Their collection was showcased in the major exhibition “Celebrating Modern Art: the Anderson Collection,” which ran from 2000 to 2001 at the San Francisco Museum of Modern Art.
Neal Benezra, director of SFMOMA, described donations from the Andersons as “foundational works in our collection,” including pieces by Johns, Lichtenstein and Robert Indiana. For instance, a donated work by Rauschenberg became the centerpiece of a definitive holding of the artist’s work at SFMOMA.
Benezra also credited the Andersons with helping launch his career, when he was a doctoral student at Stanford and was hired as their private curator in 1980.
“They trained me for a museum career and were instrumental in helping me get my first job as a museum curator at the Des Moines Arts Center,” Benezra said. “Moo was a lovely, generous and thoughtful person, and we will miss her.”
The Anderson Graphic Arts Collection has 761 works on paper and a designated gallery at the de Young Museum.
Moo Anderson’s philosophy was “to enjoy art it must be shared,” Linetzky said, and that was a primary impetus behind gifting the collection to Stanford. The best 121 pieces, including works by Pollock, Richard Diebenkon,Wayne Thiebaud, Willem de Kooning and Stella, were donated to open the Anderson Collection in 2014 in a building that was paid for by Stanford and private donors.
Moo Anderson was also part-owner of 3EP, an art publishing workshop in Palo Alto, and volunteered at Sacred Heart Schools in Atherton and St. Francis Center of Redwood City, which provides aid to the poor. In later years, she taught children atArt in Action, a Menlo Park nonprofit.
She was also a golfer who belonged to the Sharon Heights Golf & Country Club and recorded three holes-in-one, according to Devin Pence.

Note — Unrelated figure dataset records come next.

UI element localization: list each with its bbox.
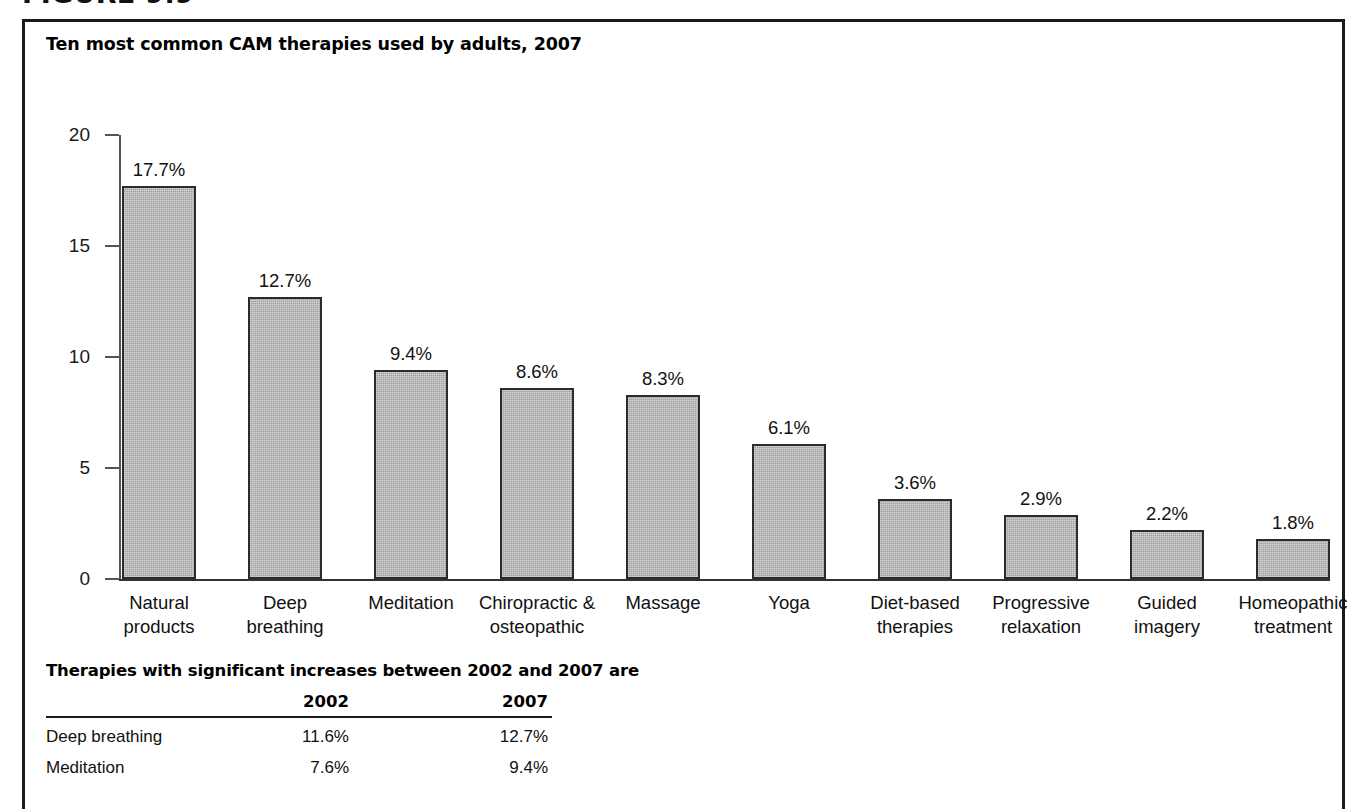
bar	[1130, 530, 1204, 579]
bar-value-label: 2.2%	[1112, 503, 1222, 525]
table-header-2007: 2007	[373, 690, 552, 717]
y-axis-tick	[105, 467, 119, 469]
table-row: Meditation7.6%9.4%	[46, 749, 552, 780]
bar-value-label: 8.6%	[482, 361, 592, 383]
table-header-therapy	[46, 690, 174, 717]
y-axis-tick	[105, 245, 119, 247]
y-axis-tick-label: 10	[30, 346, 90, 368]
table-cell-2007: 12.7%	[373, 717, 552, 749]
bar	[878, 499, 952, 579]
table-cell-2002: 7.6%	[174, 749, 373, 780]
table-header-row: 2002 2007	[46, 690, 552, 717]
bar-value-label: 8.3%	[608, 368, 718, 390]
bar-value-label: 12.7%	[230, 270, 340, 292]
table-cell-2007: 9.4%	[373, 749, 552, 780]
table-row: Deep breathing11.6%12.7%	[46, 717, 552, 749]
table-cell-2002: 11.6%	[174, 717, 373, 749]
category-label-line: treatment	[1214, 615, 1369, 639]
x-axis-line	[119, 579, 1330, 581]
bar	[626, 395, 700, 579]
y-axis-tick-label: 15	[30, 235, 90, 257]
footnote-table: 2002 2007 Deep breathing11.6%12.7%Medita…	[46, 690, 552, 780]
bar-value-label: 17.7%	[104, 159, 214, 181]
bar-value-label: 2.9%	[986, 488, 1096, 510]
category-label-line: breathing	[206, 615, 364, 639]
bar	[752, 444, 826, 579]
category-label: Homeopathictreatment	[1214, 591, 1369, 639]
category-label-line: Homeopathic	[1214, 591, 1369, 615]
table-cell-therapy: Deep breathing	[46, 717, 174, 749]
bar	[122, 186, 196, 579]
bar	[1004, 515, 1078, 579]
y-axis-tick-label: 0	[30, 568, 90, 590]
bar	[1256, 539, 1330, 579]
chart-title: Ten most common CAM therapies used by ad…	[46, 34, 582, 54]
table-header-2002: 2002	[174, 690, 373, 717]
bar	[374, 370, 448, 579]
bar-value-label: 9.4%	[356, 343, 466, 365]
bar-value-label: 1.8%	[1238, 512, 1348, 534]
y-axis-tick	[105, 134, 119, 136]
bar-value-label: 6.1%	[734, 417, 844, 439]
y-axis-tick	[105, 578, 119, 580]
plot-area: 17.7%12.7%9.4%8.6%8.3%6.1%3.6%2.9%2.2%1.…	[119, 135, 1330, 579]
bar-value-label: 3.6%	[860, 472, 970, 494]
bar	[248, 297, 322, 579]
y-axis-tick-label: 5	[30, 457, 90, 479]
footnote-table-heading: Therapies with significant increases bet…	[46, 661, 639, 680]
category-label-line: osteopathic	[458, 615, 616, 639]
table-cell-therapy: Meditation	[46, 749, 174, 780]
y-axis-tick	[105, 356, 119, 358]
y-axis-tick-label: 20	[30, 124, 90, 146]
bar	[500, 388, 574, 579]
figure-number: FIGURE 9.9	[22, 0, 194, 9]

The Andersons were often honored by museums but never showy. The closest they would come was driving their white 1979 Volkswagen Beetle with the top down in the annual July 4 parade at their vacation home in Glenbrook, on the Nevada side of Lake Tahoe.
“她是一个容易发怒的女人与一个巨大的心脏,”她哒ughter, Putter Pence, said by email. “Always eager to embrace new artists and still collecting art until the day she died.”
Moo Anderson served on the board of the Anderson Collection and regularly dropped in for visits or to attend programs until her death. Most recently, she attended the fifth-anniversary celebration of the Anderson Collection on Sept. 20. As always, she played down her own importance.
“It was always a capital A for Art and a small a for Anderson,” Linetzky said. “She was humble, generous, kind and witty.”
Survivors include daughter PutterPence andand grandaughter Devin Pence, both of Los Angeles. A memorial Mass will be private.
Donations in Moo Anderson’s name may be made to St. Francis Center, 151 Buckingham Ave., Redwood City, CA 94063.